The US earnings reporting season peaks this week with upwards of 200 S&P 500 companies reporting and dominating will be some of the companies underwriting Wall Street’s current strength – Facebook, Alphabet (Google) and Amazon.
A flock of energy giants are also due to report, along with a couple of early reporters among media stocks in the US and UK, while a couple of consumer facing giants are also down to report which will tell us a bit about how spending is tracking.
Alphabet (Google) is down to report its second quarter figures tomorrow morning (Sydney time) after US stockmarkets close, Facebook is due to report early Thursday morning, our time and Amazon is down to report on Friday night, our time. Games giant, Electronics Arts is due to release its report later in the week as well.

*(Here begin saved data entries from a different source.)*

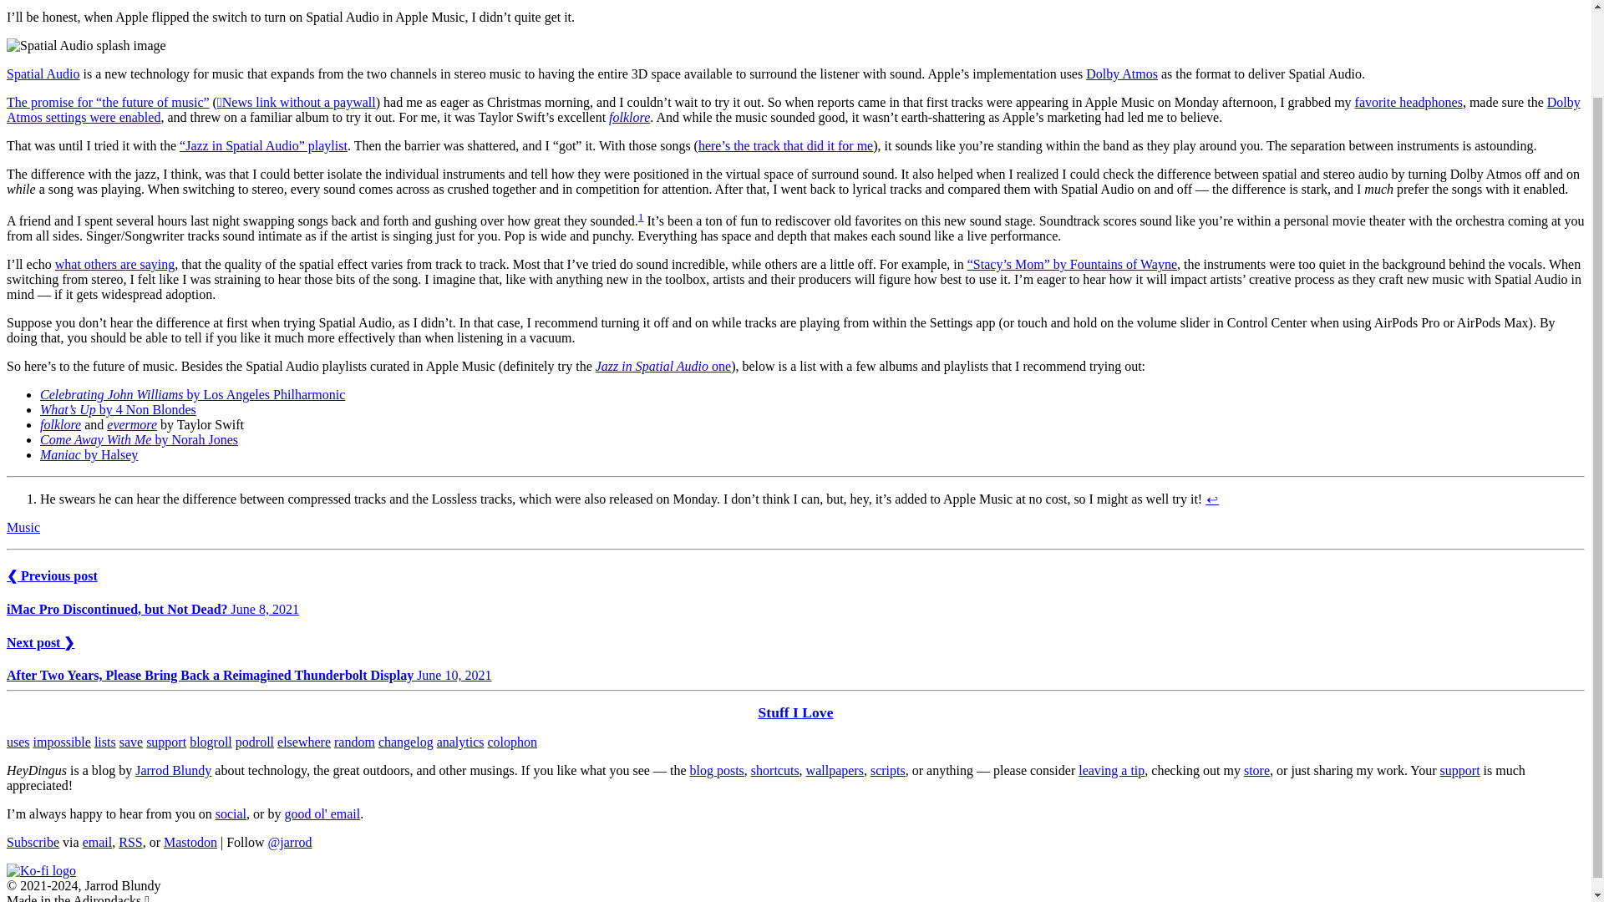  What do you see at coordinates (60, 424) in the screenshot?
I see `folklore` at bounding box center [60, 424].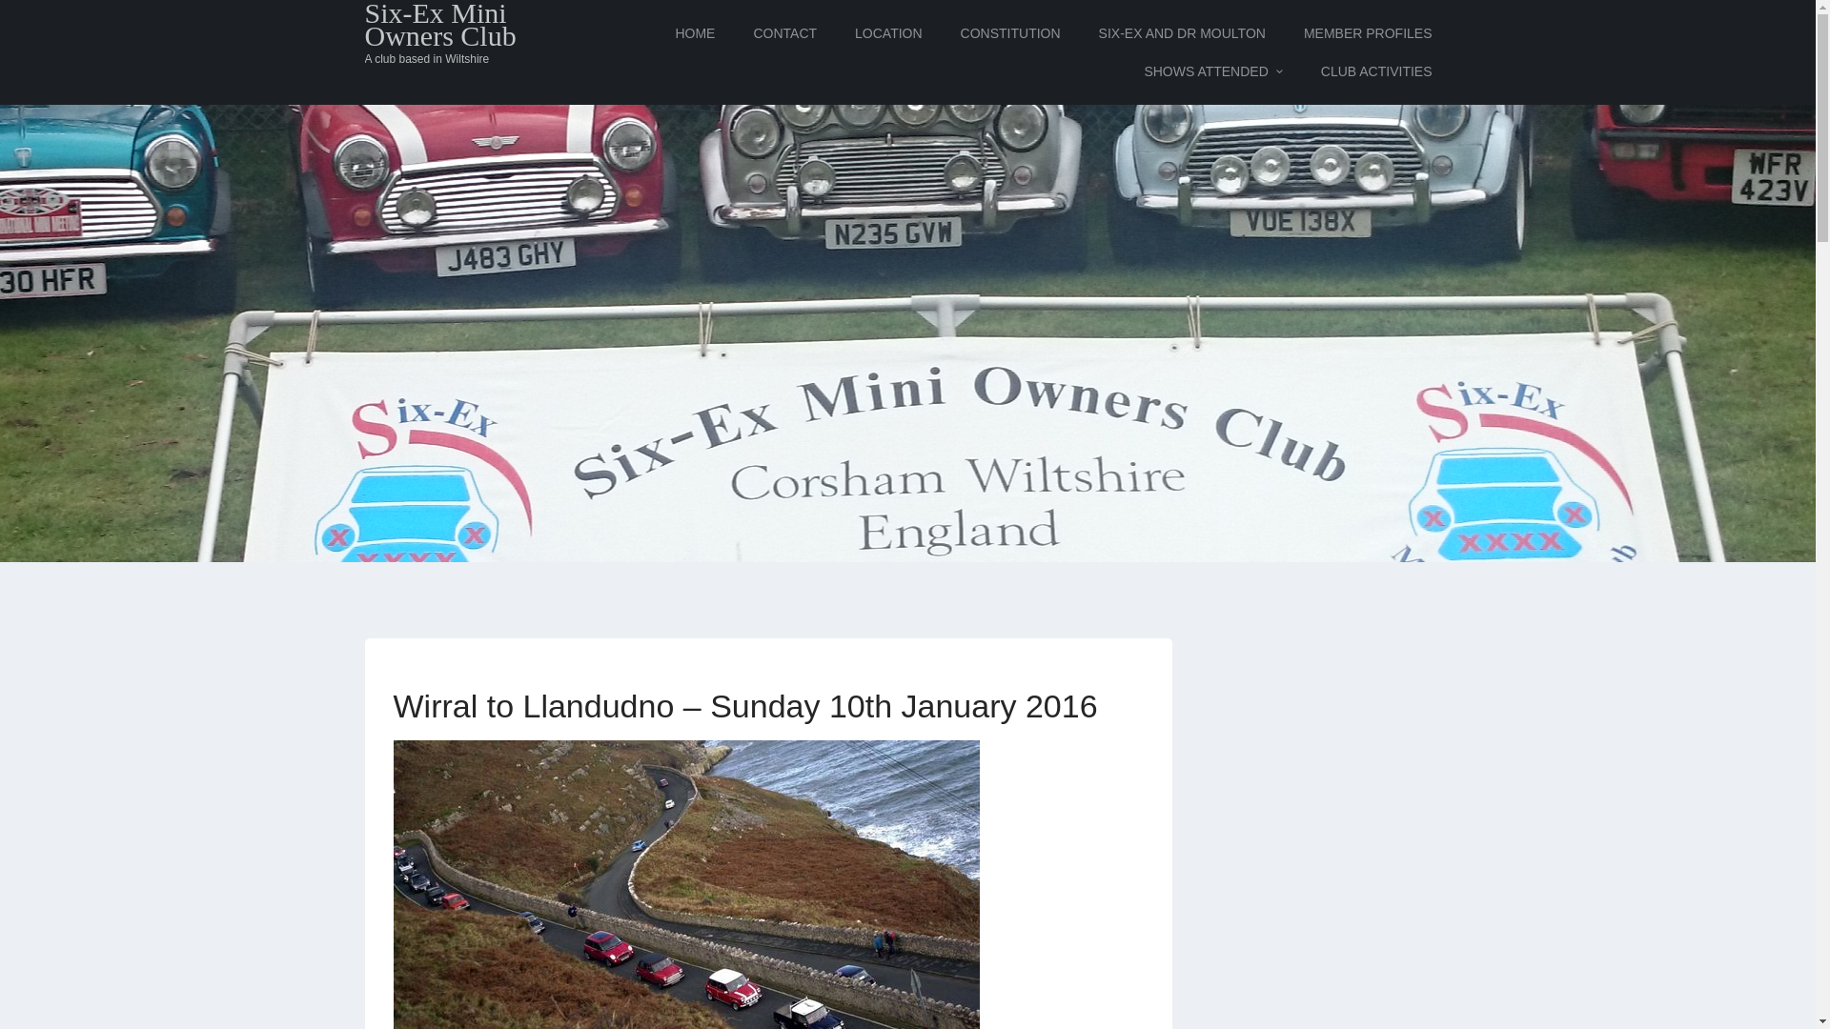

Netflix reported last week and surprised on the upside while the biggie – Apple reports on August 1. Tesla, another hot techie is due to report on August 2.
By the time these companies have reported the strength of the current record run on Wall Street will be confirmed or open to question. Facebook has already revealed it cracked 2 billion global users in the June quarter.
Energy (oil and gas prices) remain a big imponderable for investors. Oil prices have risen and fallen this year and the quarterly results over the next two weeks will confirm that, but investors will be looking for statement on the outlook, and more cost cuts in coming months.
Shell, Statoil (from Norway), ConocoPhillips and Total (France) kick off the Q2 earnings reports on Thursday, followed by Exxon, and Chevron on Friday. BP reports on August 1.
Several leading mining stocks will also report – Newmont Mining and Freeport MacMoran, while early reports among media groups (remembering Netflix has already surprised on the upside) include the John Malone linked companies, Charter Communications, Sirius (the satellite radio company) and ITV, the big UK commercial broadcaster which is expected to reveal a weak first half result.
America’s two biggest telcos, AT&T and Verizon are due to report and investors will be looking for an update on AT&T’s Time Warner deal and if there is any news on rumoured merger plans at Verizon (Disney has been mentioned).
A number of big pharma companies also on the reporting list – Bristol Myers, Glaxo Smithkline, Elli Lilly and AstraZeneca.
Big manufacturing companies including Texas Instruments, Intel, AMD, 3M, Boeing, General Dynamics, GM, Caterpillar, Ford, Honeywell, Dow Chemicals and Dupont are due to release their quarterly figures this week.
After General Electrics’ weak outlook in Friday’s quarterly report investors are steeling themselves for a repeat from some of these companies – especially GM and Ford where US car sales are slowly sliding and intense price discounting has broken out.
These companies will not only give us a timely update on the strength of US manufacturing, but also test the health of the country’s major manufacturers which should now be getting a boost from the sliding US dollar now at its lowest level for two years against the euro and a year generally against all major currencies.
Coca Cola, Starbucks, Mattel, Hasbro (both toymakers), McDonald’s and Whole Foods (Amazon’s $US13.7 billion target) are on the list of consumer facing companies to report – they should also get positives from the weaker dollar.
So far almost 19% of S&P 500 companies have reported and 73% of those have posted better-than-expected earnings, an improvement to the 5-year average, according to the FactSet data group.
FactSet also says that S&P 500 companies are currently expected to report earnings growth of 7.2% in the second quarter, and revenue growth of 5%, according to the data provider’s latest calculations.
Outside of reports, investors will also keep an eye on Tesla, which has previously said it would release its long-awaited mass market Model 3 electric vehicle, with a starting price of $US35,000, on Friday.